The myth’s story line also illustrates the post-eighth-century Hindu conception of the interrelationship of religion and politics. In a world where both deities and kings seek to enlarge their circles of authority, a deity “entrusts” earthly sovereignty to an appointed king on condition that he propagate and promote that deity’s cult in human society. Craving human devotion like most Indian deities, Chandi embarks on a project designed to establish a royal kingdom on earth. Here the narrative focuses on a low-caste hunter named Kalaketu, to whom the goddess assigns the sovereignty of her forest kingdom. In return for this, the hunter must renounce the hunt, build and populate a city in the forest, and construct a glorious temple dedicated to her, in this way propagating Chandi’s cult among humans. All this underscores the goddess’s fundamentally political role, seen in the dual sovereignty that she and her human protégé exercise over the forest kingdom. As Chandi’s earthly representative, Kalaketu rules on behalf of that goddess, behind whom stands the kingdom’s cosmic overlord—her spouse, śiva.[44] Yet, for all her dharmic trappings and her trucking with the highest gods of the Indo-Aryan pantheon, Chandi remains of the forest—that dark domain of jungle beasts and non-Aryan tribes—and not of the city, the proper domain of Brahmans and their ritual performances.[45] Moreover, Chandi’s protégé Kalaketu is a hunter who pursues a violent and unclean livelihood typical of Bengal’s indigenous tribes, amongst whom the myth had originally evolved. No amount of Brahmanical revision could disguise the underlying association of both goddess and king with non-Aryan, indigenous Bengali culture.[46]

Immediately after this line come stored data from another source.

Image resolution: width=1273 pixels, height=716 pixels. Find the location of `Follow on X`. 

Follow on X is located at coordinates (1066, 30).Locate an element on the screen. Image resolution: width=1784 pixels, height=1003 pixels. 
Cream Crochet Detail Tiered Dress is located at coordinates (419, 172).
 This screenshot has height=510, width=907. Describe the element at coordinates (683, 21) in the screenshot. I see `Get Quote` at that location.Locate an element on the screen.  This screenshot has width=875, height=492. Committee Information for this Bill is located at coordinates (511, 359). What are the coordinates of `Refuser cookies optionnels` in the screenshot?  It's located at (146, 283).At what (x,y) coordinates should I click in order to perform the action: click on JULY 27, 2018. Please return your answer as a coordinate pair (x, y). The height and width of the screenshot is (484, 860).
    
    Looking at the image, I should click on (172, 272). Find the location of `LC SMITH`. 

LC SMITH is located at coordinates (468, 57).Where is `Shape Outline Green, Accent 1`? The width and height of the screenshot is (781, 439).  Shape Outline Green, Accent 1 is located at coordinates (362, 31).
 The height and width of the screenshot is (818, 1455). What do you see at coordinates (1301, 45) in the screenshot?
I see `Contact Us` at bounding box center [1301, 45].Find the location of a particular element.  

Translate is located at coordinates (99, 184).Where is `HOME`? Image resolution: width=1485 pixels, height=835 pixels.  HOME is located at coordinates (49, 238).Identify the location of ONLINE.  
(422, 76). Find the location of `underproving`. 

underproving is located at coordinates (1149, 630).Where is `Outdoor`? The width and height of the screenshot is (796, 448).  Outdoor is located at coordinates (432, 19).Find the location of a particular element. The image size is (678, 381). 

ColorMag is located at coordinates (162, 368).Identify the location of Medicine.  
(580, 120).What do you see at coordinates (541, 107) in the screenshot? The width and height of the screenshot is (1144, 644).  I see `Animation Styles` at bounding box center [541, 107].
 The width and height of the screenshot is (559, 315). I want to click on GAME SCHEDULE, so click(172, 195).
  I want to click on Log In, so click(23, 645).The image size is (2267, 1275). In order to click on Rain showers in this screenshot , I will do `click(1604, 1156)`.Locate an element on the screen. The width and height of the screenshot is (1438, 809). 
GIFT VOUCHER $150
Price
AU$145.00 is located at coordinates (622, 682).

It is worth recalling that the only known nativist rebellion mounted against the sultanate was waged in the name of Chandi, this thoroughly Bengali goddess and protectress of the forest. Dated A.D. 1417—18 and minted in Chittagong, Sonargaon, and Chhota Pandua—that is, the delta’s forested southern and eastern hinterland—the coins of Danuja Marddana Deva and his son Mahendra Deva bore the Sanskrit legend śrī Caṇḍī Caraṇa Parāyaṇa, “devoted to the feet of Goddess Chandi.” Inasmuch as armed insurrection against established political authority is always serious business, we may be sure that rebel leaders would have invoked only such supernatural assistance as was judged most powerful and most likely to respond to human entreaties. Chandi’s appearance on the Deva kings’ coins during this rebellion clearly attests to her widespread popularity, and to belief in her protective power.